Tsavo lions ate 35 people, not 135
Jeremy Hancemongabay.com
November 02, 2009
![]() The stuffed Tsavo lions at the Chicago Field Museum. Photo by: Jeffrey Jung. |
"This has been a historical puzzle for years, and the discrepancy is now finally being addressed," said Nathaniel J. Dominy, an associate professor of anthropology at University of California—Santa Curz. "We can imagine that the railroad company might have had reasons to want to minimize the number of victims, and Patterson might have had reasons to inflate the number. So who do you trust? We're removing all those factors and getting down to data."
To discover just how many people the Tsavo lions killed and ate researchers analyzed samples of hair and bone from each of the lions. Researchers then compared their findings to isotopic signatures of the lions' prey: African ungulates and humans. They found that it was likely that one of the lions ate 11 people, while the other ate 24.
![]() One of the Tsavo lions after being killed. |
"The idea that the two lions were going in as a team yet exhibiting these dietary preferences has never been seen before or since," said Dominy.
Lions are cooperative hunters when it comes to big game, such as African buffalo, but typically man-eating lions work alone, as humans are small enough for one cat to kill.
The researchers believe that a unique situation brought about the behavior: drought and disease had led to a decline in the lions' normal prey, and it is known that one of the lions suffered from a jaw injury and dental problems making it difficult to hunt in a conventional manner.
![]() One of the Tsavo lions after being killed. |
While results show just how many people each lion ate, the number of people killed by the pair remains a mystery.
"The railroad company attributed the deaths of 28 Indian nationals to the lions, and Patterson may have reasonably assumed scores of Africans were also killed," said Dominy. "But based on our statistical analysis, there's an outside chance they ate as many as 75 people. Our evidence attests only to the number of people eaten, not the number of people killed."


▶ _Exercise aim_: Your answer consists of the lines in the data that contain "JSON". Copy each of them.

=== Data provided ===

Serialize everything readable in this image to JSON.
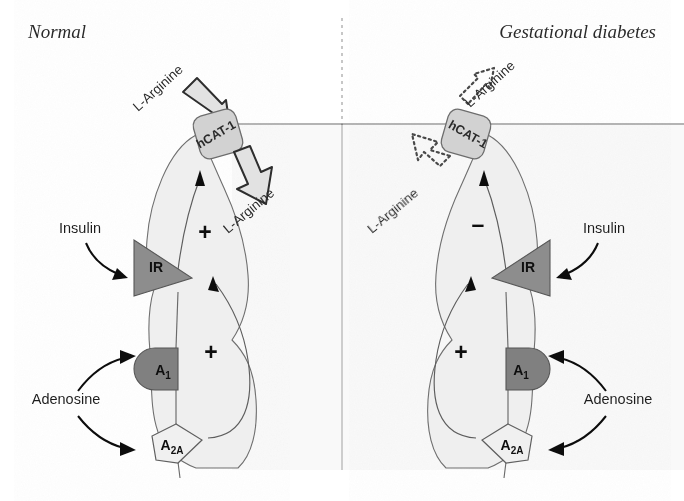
{
  "figure": {
    "type": "biological-pathway-diagram"
  },
  "panels": [
    {
      "id": "normal",
      "title": "Normal",
      "title_x": 28,
      "title_y": 38,
      "transporter": {
        "label": "hCAT-1",
        "state": "active"
      },
      "extracellular_ligand": "L-Arginine",
      "intracellular_ligand": "L-Arginine",
      "transport_effect_sign": "+",
      "adenosine_effect_sign": "+",
      "receptors": [
        {
          "name": "IR",
          "full": "insulin-receptor",
          "ligand": "Insulin",
          "shade": "dark"
        },
        {
          "name": "A",
          "sub": "1",
          "full": "adenosine-A1-receptor",
          "ligand": "Adenosine",
          "shade": "dark"
        },
        {
          "name": "A",
          "sub": "2A",
          "full": "adenosine-A2A-receptor",
          "ligand": "Adenosine",
          "shade": "light"
        }
      ],
      "ligand_labels": {
        "insulin": "Insulin",
        "adenosine": "Adenosine"
      }
    },
    {
      "id": "gestational-diabetes",
      "title": "Gestational diabetes",
      "title_x": 656,
      "title_y": 38,
      "transporter": {
        "label": "hCAT-1",
        "state": "reduced"
      },
      "extracellular_ligand": "L-Arginine",
      "intracellular_ligand": "L-Arginine",
      "transport_effect_sign": "–",
      "adenosine_effect_sign": "+",
      "receptors": [
        {
          "name": "IR",
          "full": "insulin-receptor",
          "ligand": "Insulin",
          "shade": "dark"
        },
        {
          "name": "A",
          "sub": "1",
          "full": "adenosine-A1-receptor",
          "ligand": "Adenosine",
          "shade": "dark"
        },
        {
          "name": "A",
          "sub": "2A",
          "full": "adenosine-A2A-receptor",
          "ligand": "Adenosine",
          "shade": "light"
        }
      ],
      "ligand_labels": {
        "insulin": "Insulin",
        "adenosine": "Adenosine"
      }
    }
  ],
  "colors": {
    "cell_fill": "#efefef",
    "cell_stroke": "#6f6f6f",
    "transporter_fill": "#d2d2d2",
    "ir_fill": "#8d8d8d",
    "a1_fill": "#808080",
    "a2a_fill": "#f0f0f0",
    "arrow_black": "#111111",
    "divider": "#9a9a9a",
    "background": "#ffffff"
  },
  "divider": {
    "style_top": "dashed",
    "style_bottom": "solid",
    "x": 342
  }
}
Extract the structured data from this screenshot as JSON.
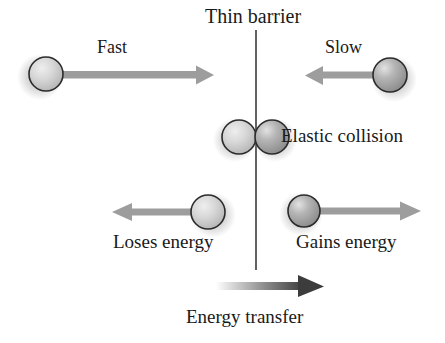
{
  "diagram": {
    "title": "Thin barrier",
    "type": "physics-collision-illustration",
    "canvas": {
      "width": 445,
      "height": 343,
      "background": "#ffffff"
    },
    "barrier": {
      "label": "Thin barrier",
      "x": 256,
      "y_top": 30,
      "y_bottom": 270,
      "color": "#3a3a3a"
    },
    "labels": {
      "fast": "Fast",
      "slow": "Slow",
      "elastic_collision": "Elastic collision",
      "loses_energy": "Loses energy",
      "gains_energy": "Gains energy",
      "energy_transfer": "Energy transfer"
    },
    "colors": {
      "arrow_gray": "#9a9a9a",
      "arrow_dark": "#3c3c3c",
      "ball_light_fill": "#d2d2d2",
      "ball_dark_fill": "#9c9c9c",
      "ball_outline": "#2b2b2b",
      "text": "#1a1a1a"
    },
    "balls": [
      {
        "name": "fast-incoming-ball",
        "cx": 45,
        "cy": 74,
        "r": 17,
        "shade": "light"
      },
      {
        "name": "slow-incoming-ball",
        "cx": 390,
        "cy": 75,
        "r": 17,
        "shade": "dark"
      },
      {
        "name": "collision-ball-left",
        "cx": 239,
        "cy": 137,
        "r": 17,
        "shade": "light"
      },
      {
        "name": "collision-ball-right",
        "cx": 272,
        "cy": 137,
        "r": 17,
        "shade": "dark"
      },
      {
        "name": "loses-energy-ball",
        "cx": 208,
        "cy": 212,
        "r": 17,
        "shade": "light"
      },
      {
        "name": "gains-energy-ball",
        "cx": 304,
        "cy": 211,
        "r": 16,
        "shade": "dark"
      }
    ],
    "arrows": [
      {
        "name": "fast-arrow",
        "direction": "right",
        "x1": 60,
        "x2": 212,
        "y": 75,
        "style": "flat-gray"
      },
      {
        "name": "slow-arrow",
        "direction": "left",
        "x1": 372,
        "x2": 305,
        "y": 75,
        "style": "flat-gray"
      },
      {
        "name": "loses-energy-arrow",
        "direction": "left",
        "x1": 200,
        "x2": 112,
        "y": 212,
        "style": "flat-gray"
      },
      {
        "name": "gains-energy-arrow",
        "direction": "right",
        "x1": 312,
        "x2": 420,
        "y": 211,
        "style": "flat-gray"
      },
      {
        "name": "energy-transfer-arrow",
        "direction": "right",
        "x1": 218,
        "x2": 322,
        "y": 286,
        "style": "gradient-light-to-dark"
      }
    ]
  }
}
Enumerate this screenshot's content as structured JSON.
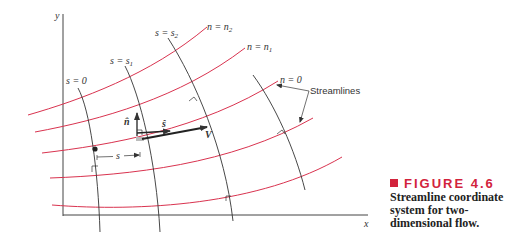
{
  "figure": {
    "number_label": "FIGURE 4.6",
    "caption_lines": [
      "Streamline coordinate",
      "system for two-",
      "dimensional flow."
    ],
    "accent_color": "#d2233c"
  },
  "diagram": {
    "axes": {
      "x_label": "x",
      "y_label": "y"
    },
    "streamline_labels": {
      "n2": "n = n",
      "n2_sub": "2",
      "n1": "n = n",
      "n1_sub": "1",
      "n0": "n = 0"
    },
    "normal_line_labels": {
      "s0": "s = 0",
      "s1": "s = s",
      "s1_sub": "1",
      "s2": "s = s",
      "s2_sub": "2"
    },
    "annotation": "Streamlines",
    "vectors": {
      "n_hat": "n̂",
      "s_hat": "ŝ",
      "V": "V"
    },
    "distance_label": "s",
    "colors": {
      "streamline": "#d9334f",
      "normal_line": "#333333",
      "axis": "#333333"
    }
  }
}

===

▶ _Your solution_:
Serialize everything readable in this image to JSON.
Extract the structured data from this screenshot as JSON.
Enumerate this screenshot's content as structured JSON.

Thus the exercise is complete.